Sam Altman, OpenAI’s chief executive, on X:

Peter Steinberger is joining OpenAI to drive the next generation of personal agents. He is a genius with a lot of amazing ideas about the future of very smart agents interacting with each other to do very useful things for people. We expect this will quickly become core to our product offerings.

OpenClaw will live in a foundation as an open source project that OpenAI will continue to support. The future is going to be extremely multi-agent and it’s important to us to support open source as part of that.

I really don’t think this is significant news — so much so that I contemplated not writing about it at all — but the outcry about this on Silicon Valley’s favorite social network has compelled me enough. The most interesting part of this debacle is that OpenClaw was initially built on top of Claude, and most people still use Anthropic’s models as the underlying technology behind their agents. That’s because Claude Opus 4.6 is widely regarded as the best large language model, especially due to its distinct speaking style, which sounds more human. GPT-5.2 Thinking is notoriously poor at standard chatting and isn’t OpenAI’s best coding model.

Anthropic, in the eyes of OpenClaw’s purveyors, “fumbled the biggest open-sourced AI project of all time,” according to one commenter. A right-wing agitator account commented, “ClosedClaw it is. End of an era.” These are humorous takes on the news, but I think they’re exaggerated. OpenClaw is not the future of anything, and acquiring its codebase doesn’t give OpenAI a competitive advantage toward building multi-purpose agents. I would even say OpenAI’s existing technology is more capable than OpenClaw — for one, OpenAI has a model that can use a browser autonomously. OpenClaw, by comparison, is a command-line utility that connects Claude (and other models) to other tools, like Telegram, Gmail, Slack, and other productivity apps.

Anthropic could easily replicate this, and probably in a much better way. Some could even assert that it already has.
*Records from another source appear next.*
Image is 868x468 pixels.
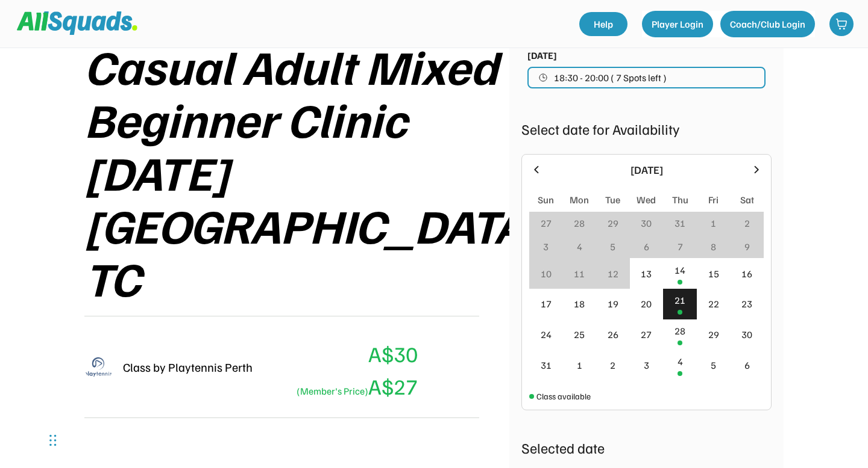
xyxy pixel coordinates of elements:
[740,192,754,207] div: Sat
[540,358,552,372] div: 31
[536,390,590,403] div: Class available
[744,217,749,230] div: 2
[537,192,554,207] div: Sun
[641,297,651,311] div: 20
[574,297,584,311] div: 18
[550,161,743,178] div: [DATE]
[644,240,649,254] div: 6
[744,240,749,254] div: 9
[123,358,253,376] div: Class by Playtennis Perth
[574,217,584,230] div: 28
[522,118,771,139] div: Select date for Availability
[579,12,627,36] a: Help
[641,267,651,281] div: 13
[610,358,615,372] div: 2
[720,11,815,38] button: Coach/Club Login
[674,217,685,230] div: 31
[292,370,417,403] div: A$27
[522,437,771,458] div: Selected date
[674,263,685,278] div: 14
[641,328,651,342] div: 27
[744,358,749,372] div: 6
[642,11,713,38] button: Player Login
[710,358,716,372] div: 5
[540,217,552,230] div: 27
[708,192,718,207] div: Fri
[540,328,552,342] div: 24
[540,267,552,281] div: 10
[577,358,582,372] div: 1
[674,324,685,338] div: 28
[84,39,541,304] div: Casual Adult Mixed Beginner Clinic [DATE] [GEOGRAPHIC_DATA] TC
[543,240,549,254] div: 3
[741,328,752,342] div: 30
[708,328,719,342] div: 29
[672,192,688,207] div: Thu
[741,267,752,281] div: 16
[554,73,667,82] span: 18:30 - 20:00 ( 7 Spots left )
[610,240,615,254] div: 5
[577,240,582,254] div: 4
[708,267,719,281] div: 15
[710,217,716,230] div: 1
[835,18,847,30] img: shopping-cart-01%20%281%29.svg
[741,297,752,311] div: 23
[527,67,765,89] button: 18:30 - 20:00 ( 7 Spots left )
[608,297,618,311] div: 19
[605,192,620,207] div: Tue
[677,355,682,369] div: 4
[16,12,137,34] img: Squad%20Logo.svg
[527,48,556,63] div: [DATE]
[569,192,588,207] div: Mon
[636,192,655,207] div: Wed
[574,328,584,342] div: 25
[574,267,584,281] div: 11
[677,240,682,254] div: 7
[708,297,719,311] div: 22
[608,217,618,230] div: 29
[710,240,716,254] div: 8
[368,337,417,370] div: A$30
[540,297,552,311] div: 17
[608,267,618,281] div: 12
[296,385,368,397] font: (Member's Price)
[84,353,113,382] img: playtennis%20blue%20logo%201.png
[644,358,649,372] div: 3
[641,217,651,230] div: 30
[608,328,618,342] div: 26
[674,293,685,307] div: 21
Claude Cowork, when enabled, sets up a virtual environment on a user’s computer that allows it to interact with files and services on that machine. It wouldn’t be hard for Anthropic to vibe-code an addition to Cowork that allows it to be controlled from the Claude smartphone app. Really what OpenAI acquired on Sunday was Steinberger himself, who probably isn’t a genius but certainly something similar. (I think Silicon Valley overuses the word “genius.”) Whatever contributions he makes to OpenAI may be significant, and I’m excited to see what’s in store.
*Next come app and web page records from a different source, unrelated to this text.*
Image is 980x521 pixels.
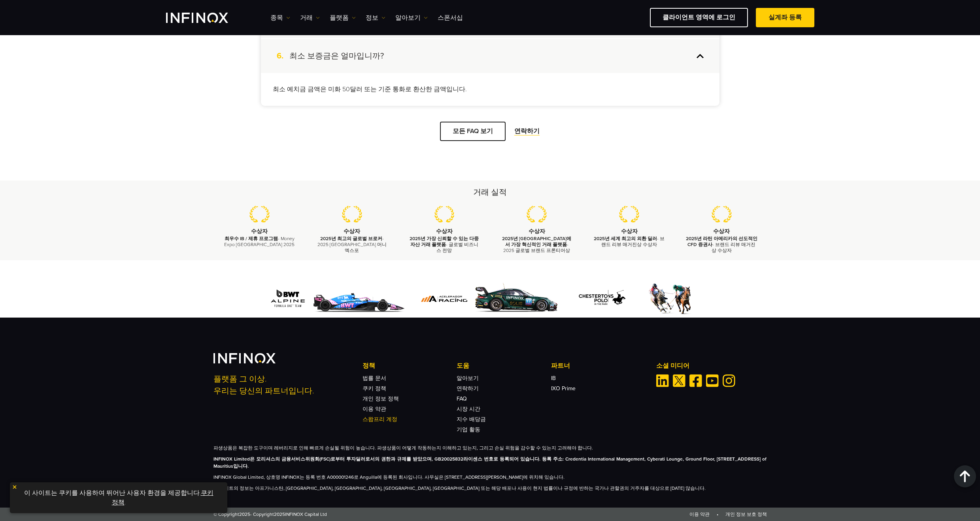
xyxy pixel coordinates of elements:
a: INFINOX Logo [166,12,247,23]
strong: 수상자 [436,228,453,235]
a: 개인 정보 보호 정책 [725,511,767,517]
strong: 최우수 IB / 제휴 프로그램 [225,236,278,241]
a: 시장 시간 [457,406,480,412]
a: 거래 [300,13,320,23]
a: 종목 [270,13,290,23]
a: 이용 약관 [363,406,386,412]
a: 쿠키 정책 [363,385,386,392]
span: 2025 [239,511,250,517]
strong: 2025년 세계 최고의 외환 딜러 [594,236,657,241]
span: © Copyright - Copyright INFINOX Capital Ltd [214,511,327,518]
strong: 2025년 [GEOGRAPHIC_DATA]에서 가장 혁신적인 거래 플랫폼 [502,236,571,247]
a: IB [551,375,556,382]
p: 도움 [457,361,551,371]
a: FAQ [457,396,467,402]
span: 2025 [274,511,285,517]
a: 연락하기 [457,385,479,392]
h4: 최소 보증금은 얼마입니까? [289,51,384,61]
strong: 2025년 가장 신뢰할 수 있는 다중 자산 거래 플랫폼 [410,236,479,247]
a: 알아보기 [395,13,428,23]
a: 실계좌 등록 [756,8,814,27]
a: 모든 FAQ 보기 [440,122,506,141]
a: Linkedin [656,374,669,387]
a: 클라이언트 영역에 로그인 [650,8,748,27]
a: 플랫폼 [330,13,356,23]
strong: 수상자 [621,228,638,235]
strong: 수상자 [344,228,360,235]
strong: 2025년 최고의 글로벌 브로커 [320,236,382,241]
p: 소셜 미디어 [656,361,767,371]
p: - 브랜드 리뷰 매거진상 수상자 [685,236,758,254]
a: 지수 배당금 [457,416,486,423]
a: 개인 정보 정책 [363,396,399,402]
h2: 거래 실적 [214,187,767,198]
a: 기업 활동 [457,426,480,433]
p: 최소 예치금 금액은 미화 50달러 또는 기준 통화로 환산한 금액입니다. [273,85,708,94]
p: - 글로벌 비즈니스 전망 [408,236,481,254]
p: INFINOX Global Limited, 상호명 INFINOX는 등록 번호 A000001246로 Anguilla에 등록된 회사입니다. 사무실은 [STREET_ADDRESS]... [214,474,767,481]
p: 파트너 [551,361,645,371]
p: 이 사이트는 쿠키를 사용하여 뛰어난 사용자 환경을 제공합니다. . [14,487,223,509]
p: - 2025 [GEOGRAPHIC_DATA] 머니 엑스포 [316,236,388,254]
img: yellow close icon [12,484,18,490]
strong: 수상자 [251,228,268,235]
strong: 수상자 [713,228,730,235]
p: 파생상품은 복잡한 도구이며 레버리지로 인해 빠르게 손실될 위험이 높습니다. 파생상품이 어떻게 작동하는지 이해하고 있는지, 그리고 손실 위험을 감수할 수 있는지 고려해야 합니다. [214,445,767,451]
p: 플랫폼 그 이상. 우리는 당신의 파트너입니다. [214,374,352,397]
span: • [711,511,725,517]
a: 이용 약관 [689,511,710,517]
a: Youtube [706,374,719,387]
strong: 수상자 [529,228,545,235]
p: - Money Expo [GEOGRAPHIC_DATA] 2025 [223,236,296,248]
p: - 브랜드 리뷰 매거진상 수상자 [593,236,666,248]
a: 정보 [366,13,385,23]
a: IXO Prime [551,385,576,392]
a: 스왑프리 계정 [363,416,397,423]
a: 연락하기 [514,127,540,136]
strong: INFINOX Limited은 모리셔스의 금융서비스위원회(FSC)로부터 투자딜러로서의 권한과 규제를 받았으며, GB20025832라이센스 번호로 등록되어 있습니다. 등록 주소... [214,456,767,469]
p: - 2025 글로벌 브랜드 프론티어상 [501,236,573,254]
a: Facebook [689,374,702,387]
a: 알아보기 [457,375,479,382]
p: 이 사이트의 정보는 아프가니스탄, [GEOGRAPHIC_DATA], [GEOGRAPHIC_DATA], [GEOGRAPHIC_DATA], [GEOGRAPHIC_DATA] 또는 ... [214,485,767,492]
a: Twitter [673,374,686,387]
p: 정책 [363,361,457,371]
a: 스폰서십 [438,13,463,23]
strong: 2025년 라틴 아메리카의 선도적인 CFD 증권사 [686,236,758,247]
span: 6. [277,51,289,61]
a: Instagram [722,374,736,387]
a: 법률 문서 [363,375,386,382]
Steinberger’s primary contribution is a slew of external tools OpenClaw can use to perform various tasks on the web. This is what separates it from a vanilla Claude Code installation — OpenClaw has many integrations, which people have found useful sometimes. Since OpenClaw’s virality, many more developers have written their own tools to interface with OpenClaw — these are all listed on a public directory cleverly named ClawHub. But if Anthropic — or OpenAI, for that matter — were to build a closed-source version of OpenClaw that integrates more tightly with their existing CLIs, I would imagine similar tools would spawn. This race is truly a free-for-all.

Whatever OpenClaw’s successor is, and whomever it may be written by (never write Anthropic off), the idea needs to be rethought. OpenClaw is an ingenious concept, but OpenAI owning that concept doesn’t make it any less impractical. What it will do is give Steinberger many more resources to rethink how agents should be built and the best use cases for LLMs. I just hope Altman’s hunger to capture Anthropic’s fire doesn’t precede Steinberger’s knack for exploration. Speaking of OpenClaw successors, Meta was also in talks with Steinberger to acquire his talent, but they fell apart. The result was Meta publishing a blatant copy of OpenClaw, called Manus, that hardly made it into the Top 10 list of Techmeme links on Tuesday. One of my least ambitious predictions is that Meta’s superintelligence team will go the way of the metaverse.